Pa. GOP lawmakers block assault-style gun ban for those under 21
State House Republicans are blocking a proposal to prevent those ages 18 to 21 from possessing assault-style rifles.
State House Republicans blocked a proposal to prevent those ages 18 to 21 from possessing assault-style rifles on Tuesday by completely changing the bill into a constitutional amendment to allow anyone to carry concealed guns.
It was the second week in a row that Republicans in the Judiciary Committee used their majority to defeat Democratic proposals to address the country’s gun violence plague.
The bill would have prevented those under age 21 from purchasing, possessing or transporting the types of weapons that have often been used to kill and wound people in the mass shootings that have become an epidemic in the United States.
So-called “constitutional carry” has wide support among the Legislature’s Republicans, but a bill to allow it was vetoed by Democratic Gov. Tom Wolf in December.
Rep. Joe Hohenstein, D-Philadelphia, called the unfettered right to bear arms a myth that leads to the type of violence seen in the Wild West.
“We can say all we want about how guns will make certain people safer, they also make a whole lot of other people less safe,” he said during the brief hearing in the Capitol. Violence is occurring with legally purchased guns, he noted. “It’s legal purchases of firearms that are turning into the mass shootings that we see.”
The vote was nearly on party lines, with only one Republican — from the Philadelphia suburbs — crossing lines to vote against it.
Democrats have turned to discharge resolutions, a parliamentary maneuver, in an effort to get gun violence bills out of Judiciary, where Chairman Rob Kauffman, R-Franklin, has prevented them from advancing.
Last week, the committee voted to ask the speaker to send four other gun bills to another committee, effectively stopping action on proposals regarding safe gun storage, an assault weapons ban, a red flag bill and a measure to give local governments power to enact their own protections.
“This isn’t the way to legislate,” Rep. Tim Briggs of Montgomery County, the ranking Democrat on Judiciary, said Tuesday. “We shouldn’t have to do discharge resolutions on bills that are 70, 80% popular across the commonwealth.”
All Republicans but one on the committee also voted for a proposal to amend the state constitution to give the General Assembly the power to decide the rules about where civil lawsuits can be filed.
Rep. Emily Kinkead, D-Allegheny, said lawmakers “should not be controlling the judiciary through constitutional amendment when it comes to them setting their own rules about how cases proceed.”
An effort by Briggs to require a public hearing on the measure was also defeated by committee Republicans, who had virtually nothing to say about either bill.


> [Exercise]: Exclude images; transcribe the rest of the data exactly.

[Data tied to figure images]
====================

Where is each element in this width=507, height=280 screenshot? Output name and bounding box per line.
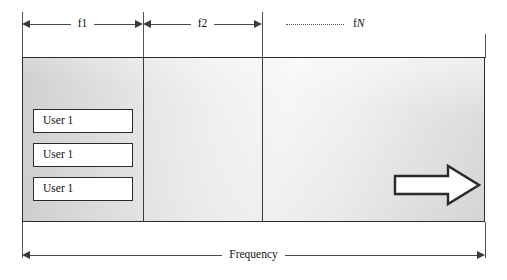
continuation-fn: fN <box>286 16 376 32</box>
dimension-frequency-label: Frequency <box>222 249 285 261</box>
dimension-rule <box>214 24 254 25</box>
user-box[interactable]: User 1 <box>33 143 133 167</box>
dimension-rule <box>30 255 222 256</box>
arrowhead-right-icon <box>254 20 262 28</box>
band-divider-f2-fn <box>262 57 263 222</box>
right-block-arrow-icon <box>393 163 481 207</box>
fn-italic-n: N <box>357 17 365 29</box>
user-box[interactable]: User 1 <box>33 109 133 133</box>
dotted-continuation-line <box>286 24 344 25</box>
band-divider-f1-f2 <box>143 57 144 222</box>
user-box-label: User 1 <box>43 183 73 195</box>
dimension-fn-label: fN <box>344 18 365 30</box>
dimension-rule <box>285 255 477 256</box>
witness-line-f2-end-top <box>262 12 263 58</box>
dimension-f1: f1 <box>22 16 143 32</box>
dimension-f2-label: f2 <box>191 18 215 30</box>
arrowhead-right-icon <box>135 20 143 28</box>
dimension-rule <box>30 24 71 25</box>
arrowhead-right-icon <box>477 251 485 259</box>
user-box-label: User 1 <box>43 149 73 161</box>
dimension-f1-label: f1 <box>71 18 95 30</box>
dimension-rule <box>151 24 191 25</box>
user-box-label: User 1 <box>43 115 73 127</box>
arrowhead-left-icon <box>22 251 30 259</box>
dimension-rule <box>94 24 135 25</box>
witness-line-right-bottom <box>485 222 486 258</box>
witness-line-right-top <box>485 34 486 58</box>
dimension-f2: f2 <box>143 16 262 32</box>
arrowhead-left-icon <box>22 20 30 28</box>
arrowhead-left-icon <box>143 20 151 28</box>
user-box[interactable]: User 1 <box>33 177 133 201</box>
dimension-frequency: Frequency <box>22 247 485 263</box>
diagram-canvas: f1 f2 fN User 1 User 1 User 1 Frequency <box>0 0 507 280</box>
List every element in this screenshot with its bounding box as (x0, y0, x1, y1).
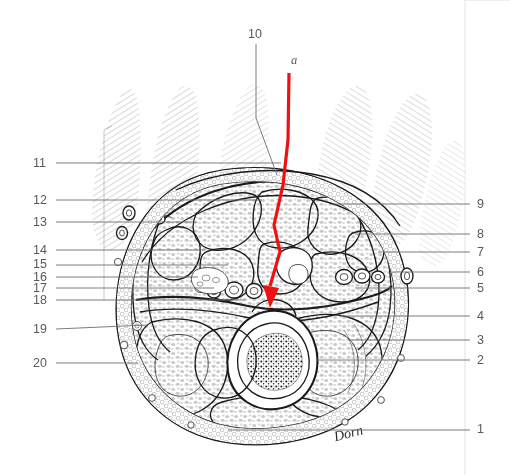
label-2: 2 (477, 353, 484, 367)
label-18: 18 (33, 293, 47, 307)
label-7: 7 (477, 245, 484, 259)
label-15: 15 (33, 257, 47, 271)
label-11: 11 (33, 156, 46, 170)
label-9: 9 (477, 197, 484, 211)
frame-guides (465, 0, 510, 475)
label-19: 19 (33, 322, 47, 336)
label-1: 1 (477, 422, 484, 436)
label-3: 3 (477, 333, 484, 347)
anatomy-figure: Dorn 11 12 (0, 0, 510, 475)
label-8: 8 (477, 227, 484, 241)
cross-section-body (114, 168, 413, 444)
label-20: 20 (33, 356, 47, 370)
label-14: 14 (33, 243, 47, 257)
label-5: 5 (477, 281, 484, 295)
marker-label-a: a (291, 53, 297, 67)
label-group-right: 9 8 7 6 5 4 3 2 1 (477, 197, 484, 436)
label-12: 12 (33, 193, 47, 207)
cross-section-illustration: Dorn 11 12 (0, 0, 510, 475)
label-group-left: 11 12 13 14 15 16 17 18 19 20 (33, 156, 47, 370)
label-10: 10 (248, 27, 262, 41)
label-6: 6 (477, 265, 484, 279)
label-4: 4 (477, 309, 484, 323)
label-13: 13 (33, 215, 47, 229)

====================

> [Solution for this task]:
Where is each element in this width=507, height=280 screenshot? Output name and bounding box per line.
continuation-fn: fN <box>286 16 376 32</box>
dimension-frequency-label: Frequency <box>222 249 285 261</box>
dimension-rule <box>214 24 254 25</box>
user-box[interactable]: User 1 <box>33 143 133 167</box>
dimension-rule <box>30 255 222 256</box>
arrowhead-right-icon <box>254 20 262 28</box>
band-divider-f2-fn <box>262 57 263 222</box>
right-block-arrow-icon <box>393 163 481 207</box>
fn-italic-n: N <box>357 17 365 29</box>
user-box[interactable]: User 1 <box>33 109 133 133</box>
dotted-continuation-line <box>286 24 344 25</box>
band-divider-f1-f2 <box>143 57 144 222</box>
user-box-label: User 1 <box>43 183 73 195</box>
dimension-fn-label: fN <box>344 18 365 30</box>
dimension-rule <box>285 255 477 256</box>
witness-line-f2-end-top <box>262 12 263 58</box>
dimension-f1: f1 <box>22 16 143 32</box>
dimension-f2-label: f2 <box>191 18 215 30</box>
arrowhead-right-icon <box>135 20 143 28</box>
dimension-rule <box>30 24 71 25</box>
arrowhead-right-icon <box>477 251 485 259</box>
user-box-label: User 1 <box>43 149 73 161</box>
dimension-f1-label: f1 <box>71 18 95 30</box>
dimension-rule <box>151 24 191 25</box>
user-box-label: User 1 <box>43 115 73 127</box>
arrowhead-left-icon <box>22 251 30 259</box>
dimension-rule <box>94 24 135 25</box>
witness-line-right-bottom <box>485 222 486 258</box>
witness-line-right-top <box>485 34 486 58</box>
dimension-f2: f2 <box>143 16 262 32</box>
arrowhead-left-icon <box>22 20 30 28</box>
arrowhead-left-icon <box>143 20 151 28</box>
user-box[interactable]: User 1 <box>33 177 133 201</box>
dimension-frequency: Frequency <box>22 247 485 263</box>
diagram-canvas: f1 f2 fN User 1 User 1 User 1 Frequency <box>0 0 507 280</box>
List every element in this screenshot with its bounding box as (x0, y0, x1, y1).
label-2: 2 (477, 353, 484, 367)
label-18: 18 (33, 293, 47, 307)
label-7: 7 (477, 245, 484, 259)
label-15: 15 (33, 257, 47, 271)
label-11: 11 (33, 156, 46, 170)
label-9: 9 (477, 197, 484, 211)
frame-guides (465, 0, 510, 475)
label-19: 19 (33, 322, 47, 336)
label-1: 1 (477, 422, 484, 436)
label-3: 3 (477, 333, 484, 347)
anatomy-figure: Dorn 11 12 (0, 0, 510, 475)
label-8: 8 (477, 227, 484, 241)
cross-section-body (114, 168, 413, 444)
label-20: 20 (33, 356, 47, 370)
label-14: 14 (33, 243, 47, 257)
label-5: 5 (477, 281, 484, 295)
marker-label-a: a (291, 53, 297, 67)
label-group-right: 9 8 7 6 5 4 3 2 1 (477, 197, 484, 436)
label-12: 12 (33, 193, 47, 207)
cross-section-illustration: Dorn 11 12 (0, 0, 510, 475)
label-group-left: 11 12 13 14 15 16 17 18 19 20 (33, 156, 47, 370)
label-10: 10 (248, 27, 262, 41)
label-6: 6 (477, 265, 484, 279)
label-4: 4 (477, 309, 484, 323)
label-13: 13 (33, 215, 47, 229)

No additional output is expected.